There are other softies: Musiq Soulchild has made an entire career throwing raincoats over muddy puddles. Last year’s sleazy fuck-friend tune “BUDDY” kicked off the project, but he scored a Quiet Storm killer with the follow-up “Teach Me” from Luvanmusiq (Atlantic). He’s prepping a similarly friendly new release for this year. The winsome former Tony! Toni! Tone! front-man Raphael Saadiq is making a comeback with The Way I See It (Columbia), a closer companion to The Temptations than Prince’s “Tempation”-a departure for the man who once sang “My ex-girlfriend is a ho”. It’s not a bad thought, though. Soft does sell. Just ask James Ingram. Even Terrence Howard, an actor consistently lauded for his grit and naturalism, is bringing the mush on his debut, Shine Through It (Columbia). The one-time Hustle & Flow (MTV/Paramount Classics, 2005) pimp/MC opens his album with the acoustic guitar-accompanied cry-fest “Love Makes You Beautiful”. So much for “Whoop That Trick”.
The woman of R&B are becoming more sanitized, too. Alicia Keys once again dominated the charts this year with “Like You’ll Never See Me Again” and “Teenage Love Affair”, songs as old-fashioned as a Sadie Hawkins Dance. The new queen of unmean is Leona Lewis, a British songbird with an impeccable voice, huge ballads, and a barely-there backstory. But even when “Bleeding Love”, she doesn’t set loins aflame the way, say, Mariah Carey has. And despite the firtations of recent E=MC2 (Island), Mimi got herself wifed by that paragon of Nickelodeonism, Nick Cannon. To say nothing of Duffy. And though Estelle’s no choir girl, she literally begs “Pretty Please (Love Me)” on her wonderous U.S. debut, Shine (Homeschool/Atlantic).

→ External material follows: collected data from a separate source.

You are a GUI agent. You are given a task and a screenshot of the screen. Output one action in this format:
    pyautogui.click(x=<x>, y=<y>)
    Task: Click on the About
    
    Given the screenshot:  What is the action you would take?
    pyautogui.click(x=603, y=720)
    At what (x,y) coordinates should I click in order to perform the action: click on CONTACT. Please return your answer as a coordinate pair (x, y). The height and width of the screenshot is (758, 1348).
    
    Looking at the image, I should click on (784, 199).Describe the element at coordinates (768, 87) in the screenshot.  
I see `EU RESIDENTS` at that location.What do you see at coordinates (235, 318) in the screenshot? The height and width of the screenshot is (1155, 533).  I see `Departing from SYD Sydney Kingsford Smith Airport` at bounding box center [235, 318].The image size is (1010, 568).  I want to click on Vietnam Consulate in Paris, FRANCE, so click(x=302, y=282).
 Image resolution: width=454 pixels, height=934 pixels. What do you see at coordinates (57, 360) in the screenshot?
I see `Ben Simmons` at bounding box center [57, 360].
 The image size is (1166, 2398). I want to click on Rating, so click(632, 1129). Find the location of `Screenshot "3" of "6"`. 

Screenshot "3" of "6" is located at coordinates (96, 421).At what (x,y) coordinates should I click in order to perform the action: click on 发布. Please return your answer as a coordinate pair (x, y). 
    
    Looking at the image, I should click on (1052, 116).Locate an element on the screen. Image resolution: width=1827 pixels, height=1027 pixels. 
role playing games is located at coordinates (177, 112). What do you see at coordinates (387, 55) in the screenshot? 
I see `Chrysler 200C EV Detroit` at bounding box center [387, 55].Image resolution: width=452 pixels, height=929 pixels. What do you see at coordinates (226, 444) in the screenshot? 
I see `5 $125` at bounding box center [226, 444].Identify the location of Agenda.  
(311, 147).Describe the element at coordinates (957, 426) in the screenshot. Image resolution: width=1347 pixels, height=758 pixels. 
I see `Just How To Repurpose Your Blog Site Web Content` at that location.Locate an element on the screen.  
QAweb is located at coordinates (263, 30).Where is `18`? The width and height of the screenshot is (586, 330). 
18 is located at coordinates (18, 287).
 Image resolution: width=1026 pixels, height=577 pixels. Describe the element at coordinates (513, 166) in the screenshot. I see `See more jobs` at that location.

John Legend signed the Brit star, naturally.
R&B has long enjoyed a reputation as music’s den of iniquity, but now it feels as if it has begun to recoil. Has eight years of conservative leadership-with faith and federal government becoming bedmates-forced artists to look within for something pure? More likely this is just another churn in the cycle of rising and receding sexuality in America. 1950s: Safe. 1960s and 1970s: Salacious. 1980s: Scared. 1990s: Scandal-ridden. At first, the new millennium seemed as filthy as the decade prior. But now R&B is shrinking in message and mode, becoming bashful instead of brash. Still, the old adage is as true today as the day it was first uttered: Nice guys? They finish last. Unless they go platinum.
October 2008 Issue of Vibe is on news stands now.